Alaska Native tribes thank Biden administration for stopping Trump-era mining project
The 211-mile project would have cut through the second-largest national park in the United States.
A coalition of Alaska Native tribes this week praised President Joe Biden’s administration for suspending plans to construct a 211-mile road servicing mining interests that would have cut a path through Alaska.
Former President Donald Trump’s administration approved the project, which would have serviced the Ambler Mining District in Alaska, in 2020.
“The 200+ mile Ambler road represents a fundamental threat to our people, our subsistence way of life, and our cultural resources,” Brian Ridley, president of the Tanana Chiefs Conference, said in a statement on Tuesday. “We believe any objective review of the full impacts of this project, including the mining that it would facilitate, would demonstrate that constructing this road through the heart of our traditional lands would be a terrible idea.”
Frank Thompson, First Chief of Evansville, Alaska, said, “We therefore thank the Biden administration for standing up for our people and our right to continue to live on these lands with our resources intact.”
On Tuesday, the U.S. Department of Justice acted on behalf of the U.S. Department of the Interior to petition the U.S. District Court in Alaska to suspend the federal rights-of-way for the mining road. In its filing, the department cited “significant deficiencies” in the “underlying analyses” made by the Trump administration in first approving the project.
The filing follows Biden’s day one executive order that blocked drilling in the Arctic National Wildlife Refuge.
Alaska’s Native tribes raised concerns that the proposed Ambler mining road would have cut through native caribou habitats in the region and would have disrupted the spawning patterns of the area’s salmon and whitefish populations. The road would have crossed the Gates of the Arctic National Park and Preserve — the second-largest national park in the United States.
In 2020, the Tanana Chiefs Conference sued the Trump administration over its approval of the project, arguing that the federal review of the possible environmental impact of the road’s construction was “rushed” and “flawed.” The tribes also argued in their lawsuit that the approval minimized concerns about the project’s health effects for people and wildlife in the region.
Despite the native Alaskans’ serious concerns about the project, the state’s Republican congressional delegation — Sen. Lisa Murkowski, Sen. Dan Sullivan, and Rep. Don Young — all supported the Trump administration’s decision. Gov. Mike Dunleavy also supported the project.
Murkowski, Sullivan, and Young all decried Tuesday’s filing by the Biden administration.
Published with permission of The American Independent Foundation.
Recommended
President Biden visits Prince William park to talk solar, youth involvement on Earth Day
Virginia set to receive $156 million from U.S. Environmental Protection Agency program
By Charlie Paullin, Virginia Mercury - April 23, 2024Texas governor and attorney general do little to curb state’s chemical plant crisis
Republicans Greg Abbott and Ken Paxton have taken thousands of dollars in donations from chemical companies and their affiliated PACs.
By Jesse Valentine - December 08, 2023‘We’ve been waiting for this’: Union workers cheer Biden’s hydrogen hub plan
Federal funding for the hub is estimated to bring over 20,000 jobs to the Pennsylvania-New Jersey-Delaware area.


> _Exercise aim_: Your task is to transcribe all the entries exactly, excluding pictures.

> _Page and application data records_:
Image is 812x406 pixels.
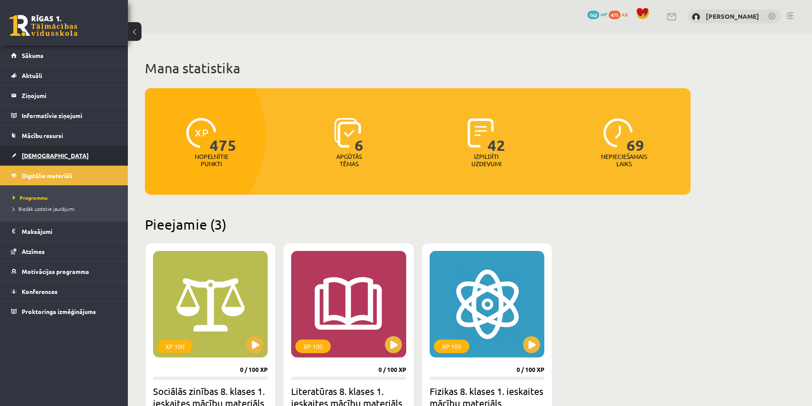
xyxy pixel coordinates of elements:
img: icon-completed-tasks-ad58ae20a441b2904462921112bc710f1caf180af7a3daa7317a5a94f2d26646.svg [468,118,494,148]
a: Programma [13,194,119,202]
p: Izpildīti uzdevumi [470,153,503,168]
a: Sākums [11,46,117,65]
span: Proktoringa izmēģinājums [22,308,96,316]
img: icon-xp-0682a9bc20223a9ccc6f5883a126b849a74cddfe5390d2b41b4391c66f2066e7.svg [186,118,216,148]
a: [DEMOGRAPHIC_DATA] [11,146,117,165]
span: mP [601,11,608,17]
span: 42 [488,118,506,153]
span: 69 [627,118,645,153]
a: Digitālie materiāli [11,166,117,186]
a: 475 xp [609,11,632,17]
a: Ziņojumi [11,86,117,105]
a: Proktoringa izmēģinājums [11,302,117,322]
a: Mācību resursi [11,126,117,145]
a: Biežāk uzdotie jautājumi [13,205,119,213]
div: XP 100 [157,340,193,354]
span: 162 [588,11,600,19]
span: Digitālie materiāli [22,172,73,180]
legend: Informatīvie ziņojumi [22,106,117,125]
span: 475 [210,118,237,153]
div: XP 100 [434,340,470,354]
p: Apgūtās tēmas [333,153,366,168]
span: 6 [355,118,364,153]
a: Atzīmes [11,242,117,261]
legend: Maksājumi [22,222,117,241]
a: Maksājumi [11,222,117,241]
img: icon-learned-topics-4a711ccc23c960034f471b6e78daf4a3bad4a20eaf4de84257b87e66633f6470.svg [334,118,361,148]
div: XP 100 [296,340,331,354]
span: Aktuāli [22,72,42,79]
a: Konferences [11,282,117,302]
span: Sākums [22,52,44,59]
span: 475 [609,11,621,19]
a: Rīgas 1. Tālmācības vidusskola [9,15,78,36]
a: [PERSON_NAME] [706,12,760,20]
a: Informatīvie ziņojumi [11,106,117,125]
img: Alise Dilevka [692,13,701,21]
a: Motivācijas programma [11,262,117,281]
p: Nepieciešamais laiks [601,153,647,168]
h2: Pieejamie (3) [145,216,691,233]
span: Motivācijas programma [22,268,89,276]
h1: Mana statistika [145,60,691,77]
img: icon-clock-7be60019b62300814b6bd22b8e044499b485619524d84068768e800edab66f18.svg [603,118,633,148]
span: [DEMOGRAPHIC_DATA] [22,152,89,160]
legend: Ziņojumi [22,86,117,105]
span: xp [622,11,628,17]
span: Konferences [22,288,58,296]
span: Atzīmes [22,248,45,255]
p: Nopelnītie punkti [195,153,229,168]
span: Programma [13,194,48,201]
a: Aktuāli [11,66,117,85]
span: Biežāk uzdotie jautājumi [13,206,75,212]
a: 162 mP [588,11,608,17]
span: Mācību resursi [22,132,63,139]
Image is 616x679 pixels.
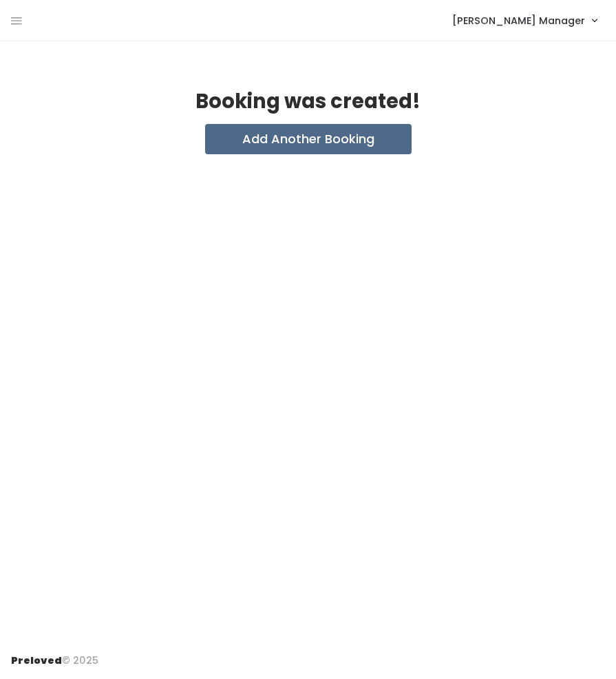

> _Result below_:
Image is 812x406 pixels.
xyxy pixel coordinates of elements:
img: icon-completed-tasks-ad58ae20a441b2904462921112bc710f1caf180af7a3daa7317a5a94f2d26646.svg [468,118,494,148]
a: Programma [13,194,119,202]
p: Izpildīti uzdevumi [470,153,503,168]
a: Sākums [11,46,117,65]
span: Proktoringa izmēģinājums [22,308,96,316]
img: icon-xp-0682a9bc20223a9ccc6f5883a126b849a74cddfe5390d2b41b4391c66f2066e7.svg [186,118,216,148]
a: [DEMOGRAPHIC_DATA] [11,146,117,165]
span: mP [601,11,608,17]
span: 42 [488,118,506,153]
span: 69 [627,118,645,153]
a: Digitālie materiāli [11,166,117,186]
a: 475 xp [609,11,632,17]
a: Ziņojumi [11,86,117,105]
a: Proktoringa izmēģinājums [11,302,117,322]
a: Mācību resursi [11,126,117,145]
a: Biežāk uzdotie jautājumi [13,205,119,213]
div: XP 100 [157,340,193,354]
span: 162 [588,11,600,19]
span: Digitālie materiāli [22,172,73,180]
legend: Informatīvie ziņojumi [22,106,117,125]
span: 475 [210,118,237,153]
div: XP 100 [434,340,470,354]
p: Apgūtās tēmas [333,153,366,168]
span: 6 [355,118,364,153]
a: Atzīmes [11,242,117,261]
legend: Maksājumi [22,222,117,241]
a: Maksājumi [11,222,117,241]
img: icon-learned-topics-4a711ccc23c960034f471b6e78daf4a3bad4a20eaf4de84257b87e66633f6470.svg [334,118,361,148]
div: XP 100 [296,340,331,354]
span: Aktuāli [22,72,42,79]
a: Konferences [11,282,117,302]
span: Sākums [22,52,44,59]
span: 475 [609,11,621,19]
a: Rīgas 1. Tālmācības vidusskola [9,15,78,36]
a: [PERSON_NAME] [706,12,760,20]
a: Informatīvie ziņojumi [11,106,117,125]
img: Alise Dilevka [692,13,701,21]
a: Motivācijas programma [11,262,117,281]
p: Nepieciešamais laiks [601,153,647,168]
h2: Pieejamie (3) [145,216,691,233]
span: Motivācijas programma [22,268,89,276]
h1: Mana statistika [145,60,691,77]
img: icon-clock-7be60019b62300814b6bd22b8e044499b485619524d84068768e800edab66f18.svg [603,118,633,148]
span: [DEMOGRAPHIC_DATA] [22,152,89,160]
legend: Ziņojumi [22,86,117,105]
span: xp [622,11,628,17]
span: Konferences [22,288,58,296]
span: Atzīmes [22,248,45,255]
p: Nopelnītie punkti [195,153,229,168]
span: Programma [13,194,48,201]
a: Aktuāli [11,66,117,85]
span: Biežāk uzdotie jautājumi [13,206,75,212]
a: 162 mP [588,11,608,17]
span: Mācību resursi [22,132,63,139]
Image is 616x679 pixels.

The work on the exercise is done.